Dead On Her Feet – review

Mel Carney (Jos Vantyler) and Ensemble cr Simon Annand

Mel Carney (Jos Vantyler) and Ensemble. Photograph: Simon Annand

“Hope, that’s what I’m promoting,” winks Jos Vantyler’s show-stopping Mel Carson, pedlar of dreams and questionable morals, as he throws open the doors to one of the notorious dance marathons that caught on in 1930s America.

No skills required, the competitions were simply an endurance test for down-at-heel American couples to win money by dancing until they were the last pair standing. In Barry Kyle’s production of Roy Hutchinson’s Dead On Her Feet at the Arcola this month, we follow three couples dancing for their lives in front of a braying audience.

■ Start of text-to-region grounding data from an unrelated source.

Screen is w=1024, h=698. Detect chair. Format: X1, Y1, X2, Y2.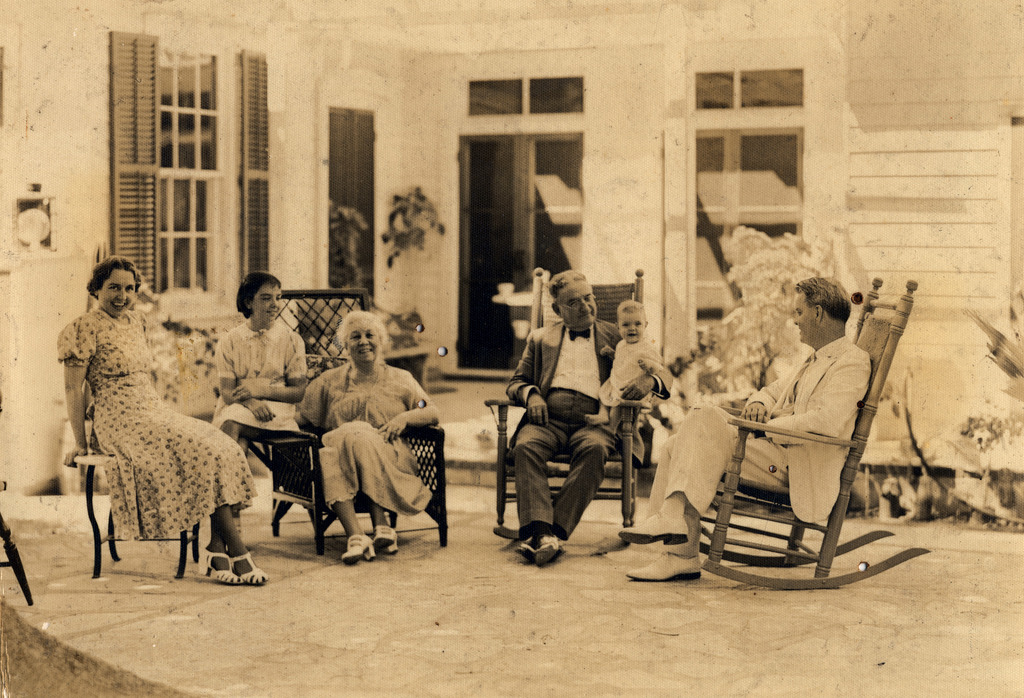
81, 395, 215, 580.
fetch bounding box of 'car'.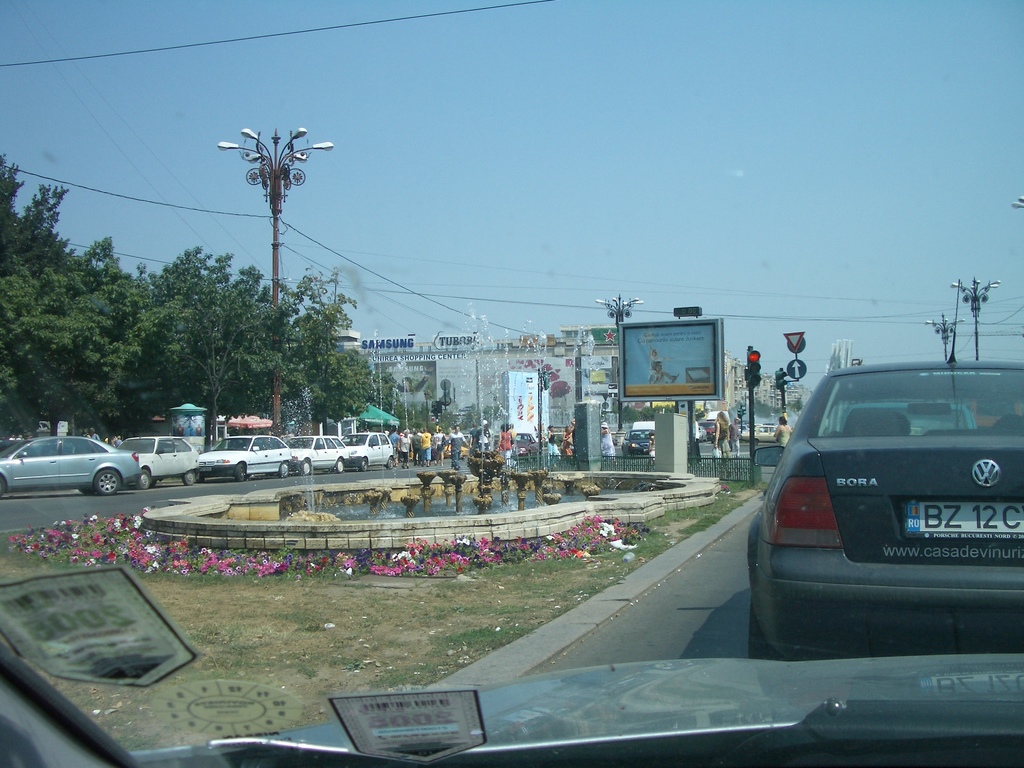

Set in the dead-end former steel manufacturing town of Pulaski in the nadir of the Great Depression, the play is ostensibly about the crumpling of the American Dream. If, at times, the script sometimes labours the point a little, it is deftly handled by the cast, who are uniformly excellent.

Vantyler gives a tightly controlled performance, flipping from slick-talking promoter to hysterical puppeteer exploiting suffering for entertainment. Kelly Gibson’s “dead-eyed” Bonnie also holds the room, firing off sharp one-liners and many of the quick-witted script’s dark jokes. “I ain’t going to pretend I been dreaming of this place all my life,” she says, refusing to play up to the media circus.

Eschewing the evocative jazz soundtrack of the 1930s, the play’s invasive contemporary dance soundtrack provides an intense background to the relentless movement on stage and is curiously well-suited to the Arcola’s brutal staging, with exposed iron pillars and open brickwork.

The cast are an exhausting blur of dancing and sprinting in the second half, while Mel’s reluctant assistant McDade, played by Ben Whybrow, polices the contest in return for bed and three square meals. Whybrow’s brooding onlooker raises a central theme in the play, struggling with his moral objections to the contest, but becoming corrupted by his own need for food and shelter.

The play’s themes of unemployment and desperation find a neat parallel with the narrative of the current recession in our own media, and it is not difficult to join the dots between the competition and our own entertainment industry, a week after the X Factor spent two hours of our Sunday evening broadcasting unsuccessful applicants being sent home in tears.